Monday, 5 May 2008

Harmonia – 19 April 2008, Queen Elizabeth Hall

Tonight is the first! ever! live UK showing of the marv and legendary Harmonia. It’s only been, um, thirty-four years since these kings of kosmiche initially emerged from the Forst countryside with ‘Musik Von Harmonia’ refracting the sunlight into weird new shapes.

As we arrive, Led Bib are going Free Jazz squibbly squonk mental in the foyer. The sound they make hurts our insides and upsets our sense of balance. It makes the lady at the ticket desk scowl testily. We cower in a corner until the scary jazz has dissipated, then make our way into Queen Elizabeth Hall’s soothing wood-lined auditorium to find our seats amongst an ocean of beardy baldy men (inc. author Toby Litt who fits in well).


The beardy, baldy men and us and a small boy who has been brought along by his beardy baldy man dad are in a state of high anticipation. The stage is set mysteriously with three trestle tables swathed in black cloth. Laid out along the tables is Equipment – laptops and wires and stuff. You know the way it works with electronica – lots of Equipment, not very sexy, unless it’s olden times analogue Equipment with big reel to reel tapes and clacky bakerlite switches and dials and things. Which it never is.
Harmonia take up their positions behind the tables. Hans Joachim Roedelius is bald as an egg and wears his trousers old-man high – this is perfectly acceptable as he’s in his seventies. To the left of the towering Roedelius, Dieter Moebius is small and bespectacled. To Roedelius’ right, Michael Rother appears to have hired a younger man to pose as him.

And so they begin, stretching delicate ambient sounds out across space, choosing notes carefully. The beardy, baldy men are a bit let down. This isn’t a greatest hits thing. This is three men renowned for their mischievously experimental explorations with sound doing what they do – experimenting, improvising, building precarious structures with slivers of noise. Behind them, a screen twitches with images of themselves as younger men, in monochrome days of longer hair and lots more Equipment. The small boy is lead out weeping silent tears of boredom. After some time, a voice from the audience calls in frustration ‘Make it louder!’ They make it louder, washes of sound filter the room, techno beats thud engagingly. It’s weird to be sitting still and silent amidst an assault of such obvious dancey sounds.

Michael Rother takes up a guitar – ooh! to throw furzy, looping chords into the mix, a motorik backbeat kicks in – aah, that better. Then…more ambient drops of sound. I discover its best to close your eyes and really concentrate on each note, making each one into a little universe to be explored minutely. Time is elastic. How long have we been in here, sitting in the dark, absorbing soundscapes?

Then, finally, finally ‘Immer Wieder’ from meisterwerk second album ‘Deluxe’ ripples and flexes its way across the auditorium, yawing laconically. Beautiful. Underneath its mighty flood you can sense mass sighs of contentment. This is really what everyone came for. As the song comes to a close, too soon, too soon, the audience is euphoric, leaping to its feet to offer a standing ovation. It’s been an intriguing and touching evening.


**WHAT YOU ARE ASKED TO DO**
Which lines in the records below contain the word "band"? Copy each of them.

○ ○ ○

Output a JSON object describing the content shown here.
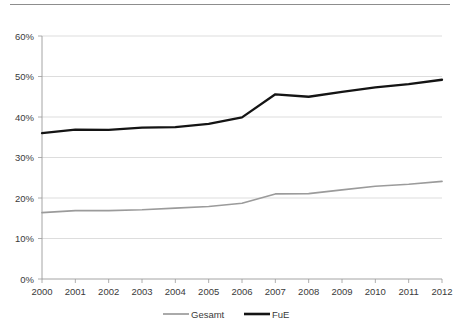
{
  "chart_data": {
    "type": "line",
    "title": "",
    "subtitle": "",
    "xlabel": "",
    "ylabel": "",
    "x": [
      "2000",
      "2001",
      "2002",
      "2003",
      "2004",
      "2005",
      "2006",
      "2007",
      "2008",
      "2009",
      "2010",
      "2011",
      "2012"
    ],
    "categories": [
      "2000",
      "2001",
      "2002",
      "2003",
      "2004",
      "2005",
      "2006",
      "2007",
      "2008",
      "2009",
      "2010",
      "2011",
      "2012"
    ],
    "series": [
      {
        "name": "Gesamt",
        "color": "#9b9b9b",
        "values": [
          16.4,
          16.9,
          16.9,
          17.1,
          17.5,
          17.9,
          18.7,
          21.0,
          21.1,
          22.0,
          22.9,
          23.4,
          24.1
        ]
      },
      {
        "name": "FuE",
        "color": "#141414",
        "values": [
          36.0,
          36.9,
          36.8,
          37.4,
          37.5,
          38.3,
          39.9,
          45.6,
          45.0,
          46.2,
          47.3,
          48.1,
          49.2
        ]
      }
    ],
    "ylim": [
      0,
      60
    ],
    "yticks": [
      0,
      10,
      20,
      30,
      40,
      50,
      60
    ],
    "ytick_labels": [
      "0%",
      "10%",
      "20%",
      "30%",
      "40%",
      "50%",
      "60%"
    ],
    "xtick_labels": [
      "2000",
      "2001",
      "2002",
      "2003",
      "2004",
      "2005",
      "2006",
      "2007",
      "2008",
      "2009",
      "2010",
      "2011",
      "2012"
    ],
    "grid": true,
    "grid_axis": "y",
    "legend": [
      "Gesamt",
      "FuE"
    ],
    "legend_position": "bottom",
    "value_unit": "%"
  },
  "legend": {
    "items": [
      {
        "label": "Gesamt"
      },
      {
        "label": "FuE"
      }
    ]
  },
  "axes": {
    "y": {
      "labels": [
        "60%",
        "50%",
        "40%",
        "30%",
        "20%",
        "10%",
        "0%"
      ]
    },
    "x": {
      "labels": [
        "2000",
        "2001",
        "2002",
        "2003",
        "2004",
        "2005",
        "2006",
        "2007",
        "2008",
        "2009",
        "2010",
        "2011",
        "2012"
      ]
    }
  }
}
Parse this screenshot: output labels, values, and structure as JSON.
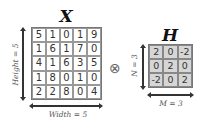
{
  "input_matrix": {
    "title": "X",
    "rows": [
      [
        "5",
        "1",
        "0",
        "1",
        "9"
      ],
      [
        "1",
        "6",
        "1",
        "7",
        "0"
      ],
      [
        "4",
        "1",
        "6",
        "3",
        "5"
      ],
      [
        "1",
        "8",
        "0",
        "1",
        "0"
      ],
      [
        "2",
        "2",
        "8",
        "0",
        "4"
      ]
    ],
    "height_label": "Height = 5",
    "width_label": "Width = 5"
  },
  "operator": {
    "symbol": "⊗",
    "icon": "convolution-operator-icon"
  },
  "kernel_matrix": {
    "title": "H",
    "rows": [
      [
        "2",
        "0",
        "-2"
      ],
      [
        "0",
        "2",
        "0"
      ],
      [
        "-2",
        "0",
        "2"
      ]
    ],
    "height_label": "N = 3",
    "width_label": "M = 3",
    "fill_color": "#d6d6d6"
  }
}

○ ○ ○

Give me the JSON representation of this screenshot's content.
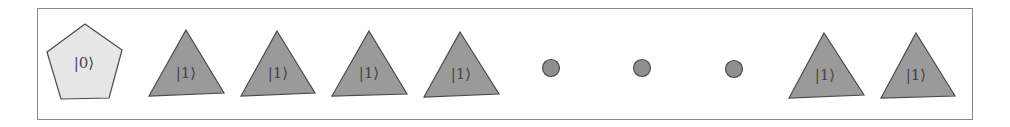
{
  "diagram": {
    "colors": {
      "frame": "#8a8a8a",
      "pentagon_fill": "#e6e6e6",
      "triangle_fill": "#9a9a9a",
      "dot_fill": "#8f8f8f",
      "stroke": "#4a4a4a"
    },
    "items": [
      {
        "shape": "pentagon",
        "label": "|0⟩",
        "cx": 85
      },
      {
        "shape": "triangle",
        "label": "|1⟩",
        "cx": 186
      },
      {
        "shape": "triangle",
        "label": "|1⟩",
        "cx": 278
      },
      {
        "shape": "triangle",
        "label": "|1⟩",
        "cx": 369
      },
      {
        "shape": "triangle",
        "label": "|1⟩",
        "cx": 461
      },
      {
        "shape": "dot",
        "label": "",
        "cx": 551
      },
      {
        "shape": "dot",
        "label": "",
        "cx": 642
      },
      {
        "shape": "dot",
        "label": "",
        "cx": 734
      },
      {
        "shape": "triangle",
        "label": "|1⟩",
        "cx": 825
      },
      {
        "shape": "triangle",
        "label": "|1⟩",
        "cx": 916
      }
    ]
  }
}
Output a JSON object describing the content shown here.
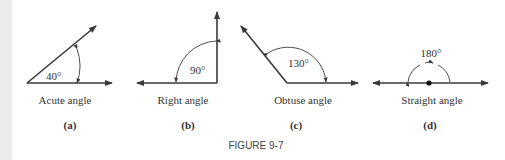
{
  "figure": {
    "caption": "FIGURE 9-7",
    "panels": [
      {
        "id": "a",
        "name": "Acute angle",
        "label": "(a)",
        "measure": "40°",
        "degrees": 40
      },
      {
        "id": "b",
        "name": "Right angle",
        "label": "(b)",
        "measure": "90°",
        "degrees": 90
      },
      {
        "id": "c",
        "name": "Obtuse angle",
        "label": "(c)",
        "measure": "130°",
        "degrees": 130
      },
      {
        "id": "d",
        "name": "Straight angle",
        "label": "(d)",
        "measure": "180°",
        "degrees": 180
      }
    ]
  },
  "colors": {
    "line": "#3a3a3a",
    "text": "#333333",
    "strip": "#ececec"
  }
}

○ ○ ○

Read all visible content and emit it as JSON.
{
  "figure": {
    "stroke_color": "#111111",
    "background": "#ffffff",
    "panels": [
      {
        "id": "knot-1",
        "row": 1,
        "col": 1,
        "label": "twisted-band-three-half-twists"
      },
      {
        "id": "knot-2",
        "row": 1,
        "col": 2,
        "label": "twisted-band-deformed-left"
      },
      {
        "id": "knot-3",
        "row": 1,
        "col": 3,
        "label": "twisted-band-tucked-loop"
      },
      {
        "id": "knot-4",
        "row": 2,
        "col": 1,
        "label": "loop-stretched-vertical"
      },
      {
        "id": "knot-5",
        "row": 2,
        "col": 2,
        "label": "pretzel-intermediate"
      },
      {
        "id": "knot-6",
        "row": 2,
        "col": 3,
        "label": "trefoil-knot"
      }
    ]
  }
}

○ ○ ○

**RESULT OF THIS EXERCISE**
        "label": "twisted-band-three-half-twists"
        "label": "twisted-band-deformed-left"
        "label": "twisted-band-tucked-loop"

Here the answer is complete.